We conclude the series on how Mass in the Penal Era in Ireland was presented to an Irish-American audience at Christmas time with a final offering from the Boston-based newspaper The Sacred Heart Review. In 'The Most Important Christmas Custom' the writer examines why the Christmas Midnight Mass was of such importance to the people of Ireland and suggests that it was because people were forced to gather before dawn during the penal era. He then goes on to draw a parallel between Our Lady and Saint Joseph being forced to retire to 'a cavern in the rock' when there was no room at the inn and the Irish people being forced by the penal laws to retire to underground caverns to celebrate the Mass. Thus once again we see it suggested that despite the harsh physical conditions in which the Christmas Mass was celebrated in Ireland at this time, the spiritual quality of the worship was something special:
THE MOST IMPORTANT CHRISTMAS CUSTOM."Of the Christmas customs of Catholic Ireland in its glory," wrote O. B. M. in the Catholic Columbian, a few years ago, "we have not even the records nor the traditions. All was destroyed. We have but the English records of laws that proscribed them, that intended to destroy the faith itself, and whose authors vainly thought they had succeeded.
"But the faith survived in Ireland and Christmas in its essence survived with it. The laws of the persecutor aimed at the destruction of all things Catholic; but it singled out for special proscription the Holy Sacrifice of the Mass. The Catholic religion was for the time banished, outlawed. The celebration of the Mass was especially penalised. For 276 years the Mass was proscribed and yet the Mass never ceased to be offered. The people retired to the hillsides, to the glens, and to underground caverns and there often before the dawn assembled around the altar whereon the Holy Sacrifice of the Mass was offered.
"In those years the Christmas Midnight Mass was, therefore, the great central observance; and it remains so to-day in Ireland as it does not in any other country. Some readers may remember the picture which Carleton in his 'Willy Reilly' draws of a Mass in the penal days celebrated in an underground cavern. How could a Christmas come nearer to the literal repetition of Bethlehem than a Midnight Mass in Ireland under such conditions? The central fact of Christmas is the presence of God the Saviour in the flesh. Here the people had Him present upon the altar. It was to a cavern in the rock that the Blessed Mother and Joseph retired, 'because there was no room for them in the Inn.' Here the Catholic people retired because they were hunted from the towns and even from the face of the earth but they had the Saviour present with them all, visible to the eyes of faith. The shepherds did not see the Godhead but believed the word that was given them from heaven and adored Him present on the Altar.
"It is not strange, therefore, that in Ireland the early Mass on Christmas day is the great central fact of the celebration. Three hundred years during which it was their only consolation have trained the people to this. In the country districts it is now celebrated not at midnight but in the very early morning. But to the young, especially in this northern latitude, five o'clock on Dec. 25 is equivalent to midnight."
The Sacred Heart Review, Volume 54, Number 26, 11 December 1915.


• Brief: The lines you need are those holding the word "span"; pull them from the material.

***

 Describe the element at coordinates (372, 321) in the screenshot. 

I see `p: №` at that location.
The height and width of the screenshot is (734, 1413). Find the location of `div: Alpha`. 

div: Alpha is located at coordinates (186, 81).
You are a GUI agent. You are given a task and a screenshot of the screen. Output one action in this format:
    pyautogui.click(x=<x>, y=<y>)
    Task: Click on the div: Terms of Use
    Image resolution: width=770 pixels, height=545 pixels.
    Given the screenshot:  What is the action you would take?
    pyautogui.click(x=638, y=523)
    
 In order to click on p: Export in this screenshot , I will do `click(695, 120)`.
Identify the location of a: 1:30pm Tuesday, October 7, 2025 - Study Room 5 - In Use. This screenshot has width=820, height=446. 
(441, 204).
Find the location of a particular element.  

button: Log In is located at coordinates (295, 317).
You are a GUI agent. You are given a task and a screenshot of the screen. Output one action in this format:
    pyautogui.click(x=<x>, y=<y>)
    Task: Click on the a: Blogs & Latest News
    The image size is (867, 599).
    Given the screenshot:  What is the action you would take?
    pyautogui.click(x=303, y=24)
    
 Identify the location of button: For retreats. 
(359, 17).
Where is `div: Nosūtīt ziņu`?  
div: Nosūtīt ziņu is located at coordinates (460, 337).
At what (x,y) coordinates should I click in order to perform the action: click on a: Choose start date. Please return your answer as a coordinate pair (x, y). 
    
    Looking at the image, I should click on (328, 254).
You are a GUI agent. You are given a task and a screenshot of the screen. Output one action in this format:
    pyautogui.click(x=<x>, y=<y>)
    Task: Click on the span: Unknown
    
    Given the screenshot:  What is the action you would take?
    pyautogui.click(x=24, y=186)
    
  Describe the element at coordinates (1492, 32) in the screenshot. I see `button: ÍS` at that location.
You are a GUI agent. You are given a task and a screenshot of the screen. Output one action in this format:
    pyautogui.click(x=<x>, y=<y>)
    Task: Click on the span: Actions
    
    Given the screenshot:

***

• Completed task:
    Task: Click on the span: Unknown
    Task: Click on the span: Actions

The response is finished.